Tokyo 1995 sarin attack: Aum Shinrikyo cult trials end

  • Published
Former cult leader Shoko Asahara, accused of masterminding the 1995 Sarin gas attack on Tokyo's subway
Image caption,

Cult leader Shoko Asahara is among those on death row

Japanese judges have upheld the death sentence against the final member of a doomsday cult to be charged over the 1995 sarin gas attack on Tokyo's metro.

The ruling brings to an end 16 years of prosecutions, and leaves 13 members of Aum Shinrikyo facing execution.

Thirteen people were killed when the group released sarin gas in the metro.

Aum Shinrikyo began as a spiritual group mixing Hindu and Buddhist beliefs, but developed into a paranoid doomsday cult obsessed with Armageddon.

On Monday, judges in Tokyo rejected the final appeal of Seiichi Endo against his death sentence.

He had studied viruses and genetic engineering at university and helped make the sarin gas.

His lawyers had argued that he did not know what the gas was to be used for, and that he was under the mind control of group leader Shoko Asahara and could not refuse him.

He was convicted of murder in the Tokyo attack, and also for his involvement in another sarin attack in the central city of Matsumoto in 1994.

"We heard no words of remorse, no words of apology. This shows what Aum really is," said Shizue Takahashi, whose subway worker husband died in the Tokyo attack.

Reinvented

Former yoga teacher Shoko Asahara started the group in the mid-1980s, and later claimed to have reached enlightenment after a trip to India.

By the time of the Tokyo attack, the group was reputed to have thousands of members, including rich and powerful members of Japanese society.

But Asahara became obsessed with the idea that World War III was about to break out, and began ordering attacks on people he regarded as enemies.

Some 189 Aum cultists have been put on trial over the various attacks carried out by the cult, and 13 sentenced to death, including Asahara. None of the sentences have been carried out.

Three members are still thought to be on the run.

Aum Shinrikyo reinvented itself as the Aleph group, which continues to operate as a spiritual group.

Aleph said in a statement that it was disappointed Endo had not spoken during his trial to give the victims' families a chance to understand what had happened.

The group has asked for a stay of execution for all the Aum cultists.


### Work required
Word for word, restate the lines of the data below between those holding "Decode this image" and "Serialize everything readable", inclusive; pictures do not belong in the copy.

### Available records
◇ ◇ ◇ ◇ ◇

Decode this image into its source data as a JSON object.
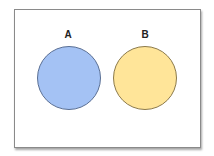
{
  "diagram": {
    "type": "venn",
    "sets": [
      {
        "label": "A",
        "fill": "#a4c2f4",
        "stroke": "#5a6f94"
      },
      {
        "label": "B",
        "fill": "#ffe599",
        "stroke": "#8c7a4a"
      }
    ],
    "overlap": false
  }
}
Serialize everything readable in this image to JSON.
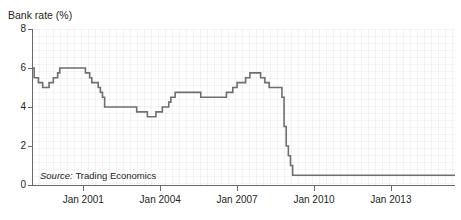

◇ ◇ ◇ ◇ ◇

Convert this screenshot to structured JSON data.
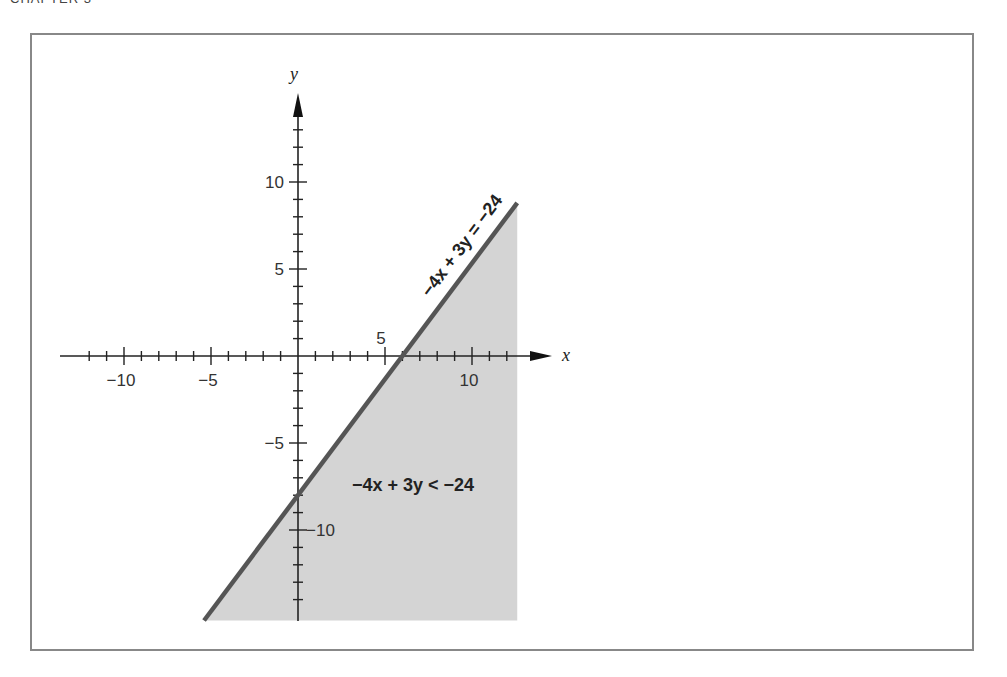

◇ ◇ ◇ ◇ ◇

### Result for this task
Decode this image into its source data as a JSON object.
{
  "diagram": {
    "type": "venn",
    "sets": [
      {
        "label": "A",
        "fill": "#a4c2f4",
        "stroke": "#5a6f94"
      },
      {
        "label": "B",
        "fill": "#ffe599",
        "stroke": "#8c7a4a"
      }
    ],
    "overlap": false
  }
}
Serialize everything readable in this image to JSON.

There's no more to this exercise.